Two UpGrad employees defraud education company of ₹12.76 crore
Mumbai: Asia’s biggest online higher education company, UpGrad Education Private Limited, has filed a complaint of fraud against two of its senior executives for allegedly defrauding it of ₹12
Mumbai: Asia’s biggest online higher education company, UpGrad Education Private Limited, has filed a complaint of fraud against two of its senior executives for allegedly defrauding it of ₹12.76 crore. The accused sent bogus invoices to UpGrad’s finance department and fraudulently received the salaries of vendors and 102 teachers between September 2021 and November 2022.

When the company subsequently discovered that all the people named in the invoices were family members, relatives and friends of the accused, a complaint was lodged with the Worli police. The case has been transferred to the Economic Offences Wing of the Mumbai police for further investigation.
Varun Garg, President of Learning Experience at UpGrad, on Tuesday filed the complaint against Keshav Agarwal and Ojas Gupta. Agarwal joined UpGrad in June 2019 as Academic Associate, Grade G1, and is currently posted as manager of the academic associate team (the department that looks after the appointment of teachers).
Gupta joined the company in June 2018 as content strategist and is currently posted as assistant director in the Academic Associate department. The company had entrusted Gupta with the responsibility of hiring new teachers, fixing teachers’ salaries, managing sessions between teachers and students and sending invoices to the finance team to pay teachers after the online sessions.
According to the police, Gupta and Agarwal had signed an agreement with the company which had several terms and conditions pertaining to the secrecy of the company’s work. These included not disclosing the company’s internal policy information to anyone and not appointing family members, relatives, friends or acquaintances in the company, the police said.
According to the police complaint, the fraud came to light after the company’s international director, sales, on September 30, 2022, received an anonymous email claiming that Agarwal and Gupta were defrauding the company by presenting bogus invoices and accepting money. The anonymous email sender also informed the company that the accused had used UpGrad’s formula to create an education website called Gigs4Education.
The company carried out an internal inquiry and also roped in auditors, who found that Agarwal’s sister-in-law owned Gigs4Education while Gupta’s mother and sister were also employees in Gigs4Education. It was also discovered that Agarwal had made his two brothers as well as Gigs4Education vendors for UpGrad. According to the FIR, Agarwal used to look after all the banking affairs of Gigs4Education.
On inquiring with the employees working under Agarwal and Gupta, UpGrad officials learnt that when the employees prepared lists of teachers and vendors, Agarwal would give them names of his own to be included in the list. Since Agarwal and Gupta were their seniors, they could never ask them if ‘their’ teachers and vendors ever gave lectures on the company’s online platform.
On November 26, 2022, Agarwal informed his seniors that due to some personal issues, he planned to quit and settle down in Jaipur. Two days later when Gupta came to office, he was confronted by his seniors. Gupta then claimed that Agarwal was behind the fraud. On November 29 and December 1, 2022, Gupta and Agarwal resigned from their respective posts, citing mental disturbance and illness.
Every lecture conducted on the UpGrad platform gets rerecorded and saved in the company’s server. When the company matched the details of lectures on the server with the payments made to teachers, the records did not match. The family members and relatives of the accused received payments in their bank accounts.
In the FIR, UpGrad has stated that the two accused violated the terms and conditions mentioned in the service agreement. They showed Gigs4Education as an appointed vendor and also fraudulently showed that teachers associated with Gigs4Education provided services to UpGrad and took payment in fake names and invoices, thus causing a wrongful loss of ₹12.76 crore to UpGrad.
The police have booked the accused under Sections 420, 409, 465, 467, 468, 471, 120B and 34 of Indian Penal Code but have not made any arrest in the case yet.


WHAT TO PRODUCE » For the entries that follow, produce an exact copy with no pictures in it.

Extracted records »

_ _ _ _

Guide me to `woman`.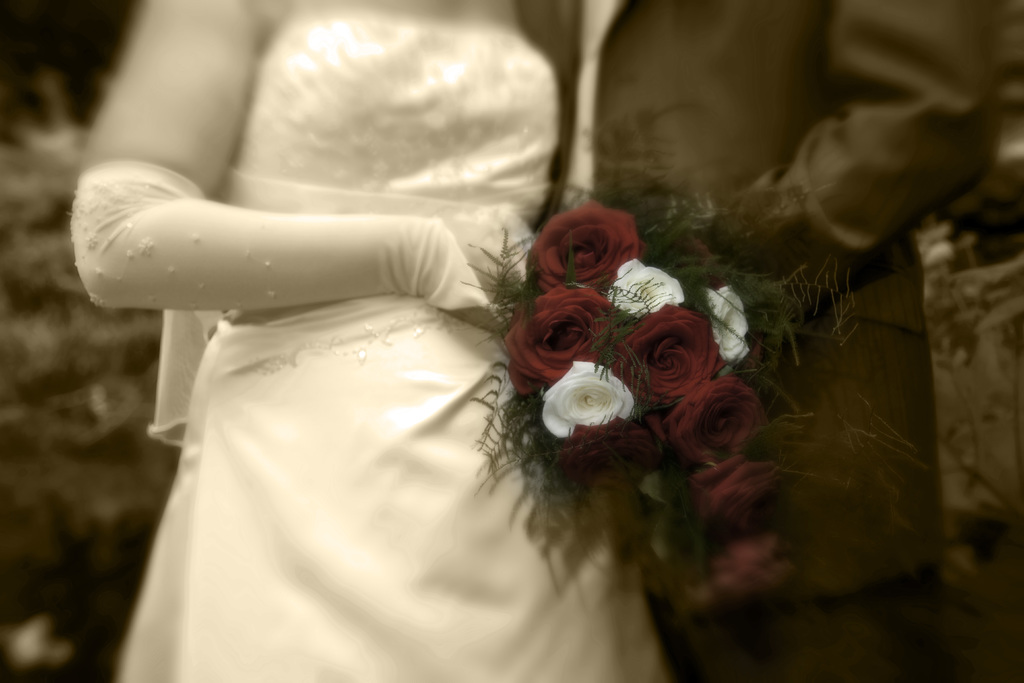
Guidance: bbox(95, 76, 555, 660).
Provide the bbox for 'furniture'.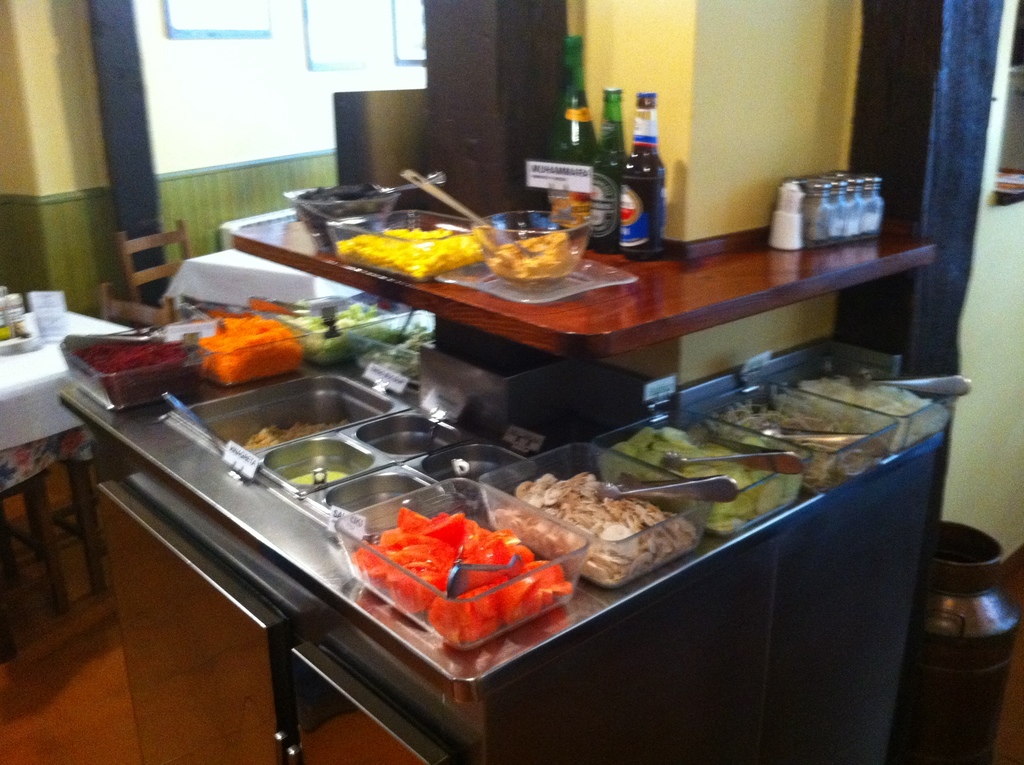
[x1=161, y1=248, x2=360, y2=312].
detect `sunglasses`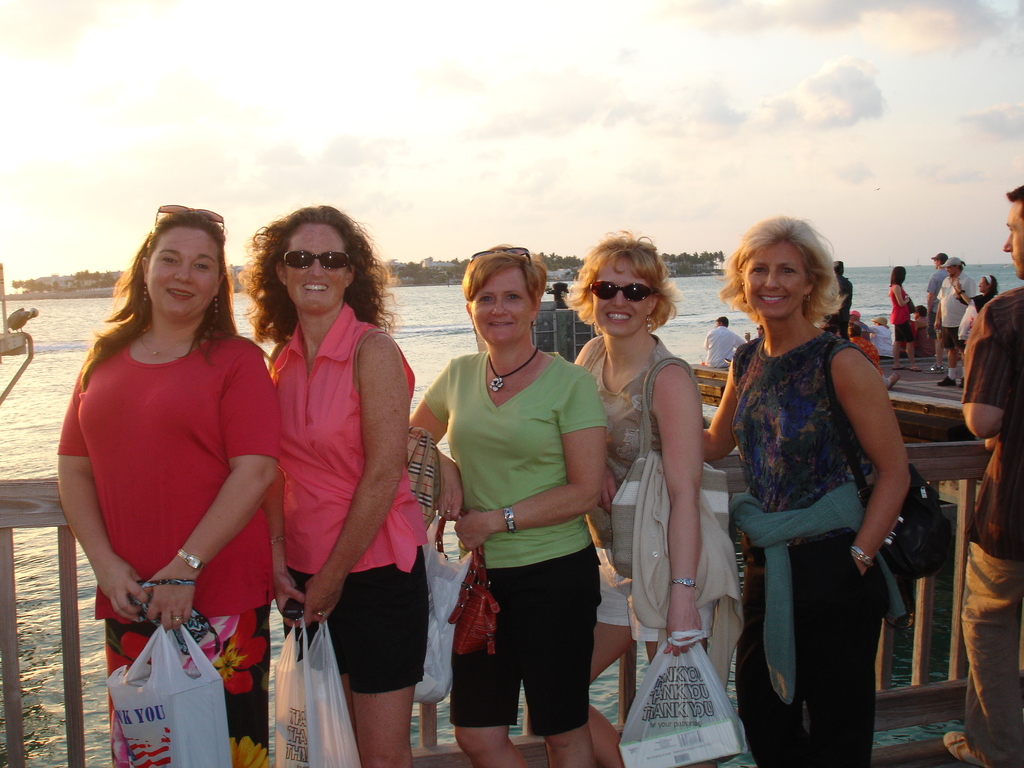
583,276,660,308
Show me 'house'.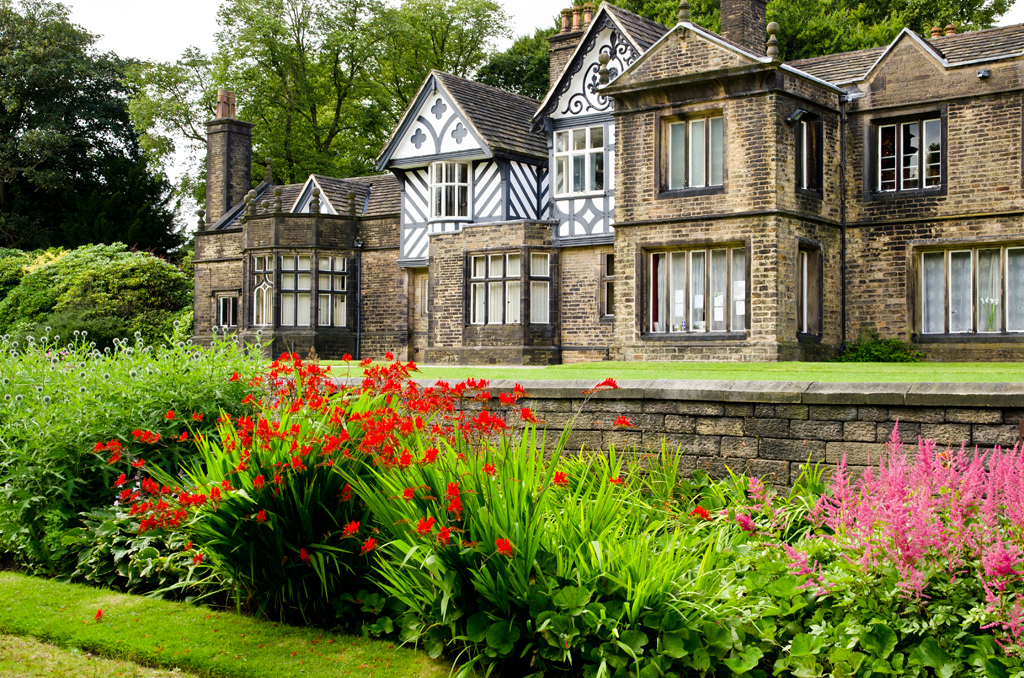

_ _ _ _

WRITTEN ANSWER »
Guide me to `woman`.
Guidance: bbox(95, 76, 555, 660).
Provide the bbox for 'furniture'.
[x1=161, y1=248, x2=360, y2=312].
detect `sunglasses`
583,276,660,308
Show me 'house'.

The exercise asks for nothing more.